Mohammad Javad Zarif
Mohammad Javad ZarifReuters

Iran on Saturday rejected US Vice President Mike Pence’s remarks accusing the Islamic Republic of anti-Semitism akin to the Nazis, Reuters reported.

Pence, who visited the Auschwitz concentration camp, said on Friday, "We have the regime in Tehran that's breathing out murderous threats, with the same vile anti-Semitic hatred that animated the Nazis in Europe.”

He added that being in Auschwitz had made him reflect to "strengthen the resolve of the free world to oppose that kind of vile hatred and to confront authoritarian threats of our time."

On Saturday, Iranian officials insisted Iran respects Judaism but opposes Israel which, they claimed, acts like a "killing machine against the Palestinians".

"Iran's historic and cultural record of coexistence and respect for divine religions, particularly Judaism, is recorded in reliable historic documents of various nations," Iranian Foreign Ministry spokesman Bahram Qasemi said, according to Reuters.

"The principle that underlies our foreign policy is the aggressive and occupying nature of the Zionist regime (Israel)..., which is a killing machine against the Palestinian people," Qasemi added.

Iranian Foreign Minister Mohammad Javad Zarif, meanwhile, described Pence's accusation as "laughable".

"Iran has always supported the Jews. We are just against Zionists. The Holocaust was a disaster," Zarif told Germany's Der Spiegel Online.

At the time of the Islamic Revolution in 1979, between 80,000 and 100,000 Jews were living in Iran. The remaining Jewish community is estimated to number fewer than 10,000 people.

Several years ago, Iranian President Hassan Rouhani donated $170,000 to the country's only Jewish hospital.

However, Iranian officials in the past have also denied the Holocaust, including former President Mahmoud Ahmadinejad, who said prior to leaving the presidency that he prided himself the most on his denial of the Holocaust.

Rouhani stated in an interview on CNN shortly after his election that the Nazis committed a "reprehensible" crime against the Jewish people during the Holocaust.

Iran subsequently claimed that the networkhad misrepresented Rouhani's statements and had added the words "Holocaust" and "reprehensible" to its translation.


- **ASSIGNMENT**
Work through the material below line by line and say how many lines include the word "adversarial". Only the number, please.

### SUPPLIED RECORDS ###

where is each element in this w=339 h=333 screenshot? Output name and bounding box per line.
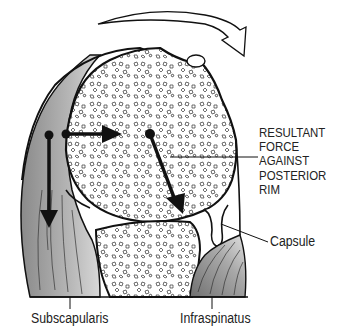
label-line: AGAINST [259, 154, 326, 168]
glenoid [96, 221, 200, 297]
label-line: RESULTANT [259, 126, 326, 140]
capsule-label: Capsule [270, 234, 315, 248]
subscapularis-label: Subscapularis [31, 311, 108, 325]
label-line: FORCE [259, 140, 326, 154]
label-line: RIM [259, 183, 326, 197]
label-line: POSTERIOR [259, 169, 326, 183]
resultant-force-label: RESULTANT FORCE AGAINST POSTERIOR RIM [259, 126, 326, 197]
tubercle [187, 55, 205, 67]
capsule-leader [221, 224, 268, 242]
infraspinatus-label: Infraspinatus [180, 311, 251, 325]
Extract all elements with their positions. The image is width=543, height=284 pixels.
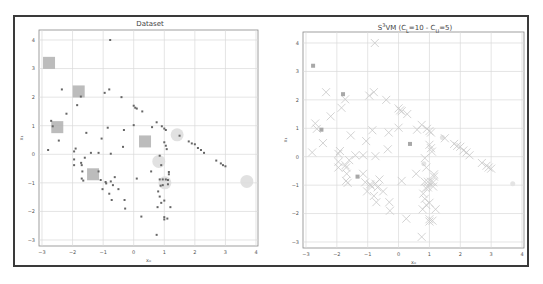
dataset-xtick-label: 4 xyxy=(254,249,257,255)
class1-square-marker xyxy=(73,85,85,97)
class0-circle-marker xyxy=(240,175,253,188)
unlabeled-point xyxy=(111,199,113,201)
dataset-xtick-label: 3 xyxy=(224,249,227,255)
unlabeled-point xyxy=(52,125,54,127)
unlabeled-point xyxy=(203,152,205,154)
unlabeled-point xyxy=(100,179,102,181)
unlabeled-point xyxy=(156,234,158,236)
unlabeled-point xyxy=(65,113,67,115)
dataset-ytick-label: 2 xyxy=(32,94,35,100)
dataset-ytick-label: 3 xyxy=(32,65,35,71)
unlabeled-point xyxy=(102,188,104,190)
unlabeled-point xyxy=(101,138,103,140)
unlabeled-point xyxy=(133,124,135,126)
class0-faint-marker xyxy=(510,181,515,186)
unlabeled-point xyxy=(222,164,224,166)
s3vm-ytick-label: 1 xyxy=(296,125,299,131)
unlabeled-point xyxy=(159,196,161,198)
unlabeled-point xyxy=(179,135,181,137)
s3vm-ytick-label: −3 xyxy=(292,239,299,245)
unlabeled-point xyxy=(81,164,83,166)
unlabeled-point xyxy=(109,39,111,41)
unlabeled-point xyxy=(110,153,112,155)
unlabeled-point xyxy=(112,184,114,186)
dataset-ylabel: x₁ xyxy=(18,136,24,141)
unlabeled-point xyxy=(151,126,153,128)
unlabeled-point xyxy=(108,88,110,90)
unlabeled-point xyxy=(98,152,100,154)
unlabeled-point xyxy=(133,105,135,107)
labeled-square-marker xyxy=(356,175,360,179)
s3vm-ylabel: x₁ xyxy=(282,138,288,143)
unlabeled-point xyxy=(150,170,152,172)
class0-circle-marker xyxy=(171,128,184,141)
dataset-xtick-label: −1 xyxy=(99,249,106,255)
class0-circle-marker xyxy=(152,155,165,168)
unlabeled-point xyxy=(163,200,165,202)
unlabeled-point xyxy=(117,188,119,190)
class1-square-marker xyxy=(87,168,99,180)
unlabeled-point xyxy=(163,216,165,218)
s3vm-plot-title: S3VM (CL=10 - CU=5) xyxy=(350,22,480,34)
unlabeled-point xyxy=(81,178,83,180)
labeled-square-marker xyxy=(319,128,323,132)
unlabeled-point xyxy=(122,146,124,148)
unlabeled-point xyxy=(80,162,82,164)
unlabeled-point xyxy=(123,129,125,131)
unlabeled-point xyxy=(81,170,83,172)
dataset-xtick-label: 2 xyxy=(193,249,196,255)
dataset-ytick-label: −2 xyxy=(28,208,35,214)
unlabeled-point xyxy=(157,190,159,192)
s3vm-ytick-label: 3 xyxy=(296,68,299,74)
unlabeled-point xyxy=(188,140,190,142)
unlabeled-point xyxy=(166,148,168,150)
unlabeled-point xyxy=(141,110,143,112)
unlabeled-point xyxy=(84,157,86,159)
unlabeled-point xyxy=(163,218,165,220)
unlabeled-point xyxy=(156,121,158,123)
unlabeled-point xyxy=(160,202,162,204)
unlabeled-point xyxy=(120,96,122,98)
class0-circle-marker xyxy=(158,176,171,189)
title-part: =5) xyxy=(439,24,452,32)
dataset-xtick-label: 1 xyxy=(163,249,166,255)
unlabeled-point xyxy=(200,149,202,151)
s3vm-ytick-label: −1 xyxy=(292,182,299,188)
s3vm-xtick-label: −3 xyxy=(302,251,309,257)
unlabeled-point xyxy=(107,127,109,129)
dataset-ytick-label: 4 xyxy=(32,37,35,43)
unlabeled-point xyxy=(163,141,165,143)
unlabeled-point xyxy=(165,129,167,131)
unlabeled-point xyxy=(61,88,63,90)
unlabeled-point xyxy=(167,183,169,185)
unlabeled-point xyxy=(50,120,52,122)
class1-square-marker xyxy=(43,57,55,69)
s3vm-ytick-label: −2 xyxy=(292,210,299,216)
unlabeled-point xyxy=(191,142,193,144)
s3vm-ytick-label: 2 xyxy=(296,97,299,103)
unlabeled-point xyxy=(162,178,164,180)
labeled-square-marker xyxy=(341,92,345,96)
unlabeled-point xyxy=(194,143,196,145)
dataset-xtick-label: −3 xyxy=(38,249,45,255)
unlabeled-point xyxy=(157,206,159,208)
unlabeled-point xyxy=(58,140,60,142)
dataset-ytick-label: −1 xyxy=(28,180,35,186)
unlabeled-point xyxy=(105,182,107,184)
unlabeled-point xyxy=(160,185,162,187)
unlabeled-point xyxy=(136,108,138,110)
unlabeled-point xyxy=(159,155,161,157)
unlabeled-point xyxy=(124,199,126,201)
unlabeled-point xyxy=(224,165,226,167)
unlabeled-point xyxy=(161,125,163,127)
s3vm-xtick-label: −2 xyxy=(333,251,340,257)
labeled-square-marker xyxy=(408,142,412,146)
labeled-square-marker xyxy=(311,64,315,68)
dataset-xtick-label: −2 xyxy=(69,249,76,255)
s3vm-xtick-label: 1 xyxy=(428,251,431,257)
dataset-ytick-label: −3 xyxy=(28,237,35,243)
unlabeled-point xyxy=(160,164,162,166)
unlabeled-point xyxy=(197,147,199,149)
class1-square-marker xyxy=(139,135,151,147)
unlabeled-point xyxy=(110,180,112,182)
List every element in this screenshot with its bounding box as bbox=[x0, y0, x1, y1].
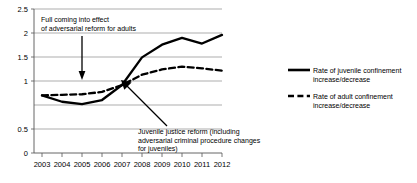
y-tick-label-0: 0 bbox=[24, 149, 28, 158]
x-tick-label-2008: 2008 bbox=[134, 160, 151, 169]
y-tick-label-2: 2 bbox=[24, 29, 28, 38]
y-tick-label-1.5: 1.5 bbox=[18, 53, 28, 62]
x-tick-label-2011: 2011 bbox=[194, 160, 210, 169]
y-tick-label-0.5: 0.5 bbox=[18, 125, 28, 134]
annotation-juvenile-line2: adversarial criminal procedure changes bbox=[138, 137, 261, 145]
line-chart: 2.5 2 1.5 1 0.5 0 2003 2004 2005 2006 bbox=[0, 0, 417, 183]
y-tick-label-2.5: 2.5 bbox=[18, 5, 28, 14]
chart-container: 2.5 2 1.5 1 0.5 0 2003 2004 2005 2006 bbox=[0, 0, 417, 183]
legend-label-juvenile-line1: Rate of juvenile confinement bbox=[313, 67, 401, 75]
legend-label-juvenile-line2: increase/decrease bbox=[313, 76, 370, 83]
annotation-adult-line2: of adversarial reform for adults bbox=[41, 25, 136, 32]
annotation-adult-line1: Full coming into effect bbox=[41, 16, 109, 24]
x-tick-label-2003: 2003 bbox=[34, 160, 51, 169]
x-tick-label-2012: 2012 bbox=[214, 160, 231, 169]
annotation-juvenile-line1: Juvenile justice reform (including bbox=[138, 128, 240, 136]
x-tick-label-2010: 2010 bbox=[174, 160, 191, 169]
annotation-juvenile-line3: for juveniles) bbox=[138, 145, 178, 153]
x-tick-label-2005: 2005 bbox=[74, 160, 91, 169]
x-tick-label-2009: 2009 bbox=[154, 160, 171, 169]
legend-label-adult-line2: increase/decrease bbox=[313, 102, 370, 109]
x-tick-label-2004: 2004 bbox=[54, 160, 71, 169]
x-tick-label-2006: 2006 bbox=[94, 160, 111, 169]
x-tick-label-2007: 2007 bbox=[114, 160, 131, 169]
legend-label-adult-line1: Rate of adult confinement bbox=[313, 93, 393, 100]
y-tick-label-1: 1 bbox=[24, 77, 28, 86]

###

- **PROBLEM SOLUTION**
2